Italian Painter, ca.1459-1517
Italian painter. He belonged to the generation between Giovanni Bellini and Giorgione and was one of the leading painters of early Renaissance Venice. His major works, several of which are signed, are almost all church altarpieces, usually depicting the Virgin and Child enthroned with saints; he also produced a large number of smaller half-length Madonnas. His autograph paintings are executed with great sensitivity and consummate craftsmanship. Fundamental to his artistic formation was the style that Bellini had evolved by the 1470s and 1480s; other important influences were Antonello da Messina and Alvise Vivarini. Although Cima was always capable of modest innovation, his style did not undergo any radical alteration during a career of some 30 years, and his response to the growing taste for Giorgionesque works from the early 16th century remained superficial. He seems to have maintained a sizeable workshop, Related Paintings of CIMA da Conegliano :. | Madonna and Child | The Virgin and Child with Saint Andrew and Saint Peter | The Annunciation (detail) dsg | St Peter Martyr with St Nicholas of Bari, St Benedict and an Angel Musician dfg | Baptism of Christ | Related Artists:
August Peterspainted Cottage with lake and mountains in 1847
Walter Crane,RWS1845-1915
English painter, illustrator, designer, writer and teacher. He showed artistic inclinations as a boy and was encouraged to draw by his father, the portrait painter and miniaturist Thomas Crane (1808-59). A series of illustrations to Tennyson's The Lady of Shalott (Cambridge, MA, Harvard U., Houghton Lib.) was shown first to Ruskin, who praised the use of colour, and then to the engraver William James Linton, to whom Crane was apprenticed in 1859. From 1859 to 1862 Crane learnt a technique of exact and economical draughtsmanship on woodblocks. His early illustrative works included vignette wood-engravings for John R. Capel Wise's The New Forest: Its History and its Scenery (1862).
Willard MetcalfWillard Leroy Metcalf (July 1, 1858 - March 9, 1925) was an American artist born in Lowell, Massachusetts. He studied at the School of the Museum of Fine Arts, Boston, and later attended Academie Julian, Paris. After early figure-painting and illustration, he became prominent as a landscape painter. He was one of the Ten American Painters who in 1897 seceded from the Society of American Artists. For some years he was an instructor in the Womans Art School, Cooper Union, New York, and in the Art Students League, New York. In 1893 he became a member of the American Watercolor Society, New York. Generally associated with American Impressionism, he is also remembered for his New England landscapes and involvement with the artists' colony at Old Lyme, Connecticut.
Born into a working-class family, Metcalf began painting in 1874. In 1876 he opened a studio in Boston, and received a scholarship at the Boston Museum school, where he studied until 1878. In 1882 he held an exhibition at the J. Eastman Chase Gallery in Boston, the sales from which financed a study trip abroad.[1]
Metcalf left for Europe in September 1883, and did not return to the United States until late 1888. During that time he traveled and painted, studying first in Paris with Gustave Boulanger and Jules-Joseph Lefebvre, subsequently going to England and Pont-Aven, Brittany. In the winter of 1884 he apparently met John Twachtman in Paris, and painted at Grez-sur-Loing alongside other American artists, including Theodore Robinson. His landscapes at this time were traditional renditions of peasant scenes, in the manner of Jean Millet.[2] By 1886 Metcalf was painting in Giverny, evidently the first American painter to visit there.[2] Soon thereafter he traveled to Algeria and Tunisia, returning to Giverny in the summers of 1887 and 1888, in the company of other American painters.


*EXERCISE:* Without including any picture, copy the entries that follow word for word.

···

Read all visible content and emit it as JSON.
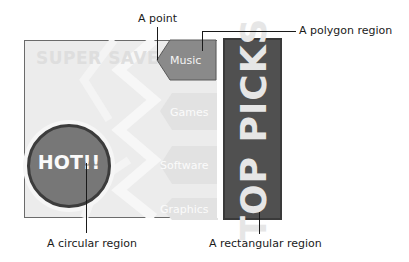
{
  "callouts": {
    "point": "A point",
    "polygon": "A polygon region",
    "circle": "A circular region",
    "rectangle": "A rectangular region"
  },
  "image_map": {
    "background_text": "SUPER SAVER!",
    "circle_label": "HOT!!",
    "banner_label": "TOP PICKS",
    "menu_items": [
      {
        "label": "Music",
        "state": "active"
      },
      {
        "label": "Games",
        "state": "faded"
      },
      {
        "label": "Software",
        "state": "faded"
      },
      {
        "label": "Graphics",
        "state": "faded"
      }
    ]
  },
  "colors": {
    "banner": "#505050",
    "circle": "#777777",
    "active_item": "#8a8a8a",
    "faded_item": "#e2e2e2",
    "frame_bg": "#ececec"
  }
}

···

*FINISHED TASK:*
Read all visible content and emit it as JSON.
{
  "callouts": {
    "point": "A point",
    "polygon": "A polygon region",
    "circle": "A circular region",
    "rectangle": "A rectangular region"
  },
  "image_map": {
    "background_text": "SUPER SAVER!",
    "circle_label": "HOT!!",
    "banner_label": "TOP PICKS",
    "menu_items": [
      {
        "label": "Music",
        "state": "active"
      },
      {
        "label": "Games",
        "state": "faded"
      },
      {
        "label": "Software",
        "state": "faded"
      },
      {
        "label": "Graphics",
        "state": "faded"
      }
    ]
  },
  "colors": {
    "banner": "#505050",
    "circle": "#777777",
    "active_item": "#8a8a8a",
    "faded_item": "#e2e2e2",
    "frame_bg": "#ececec"
  }
}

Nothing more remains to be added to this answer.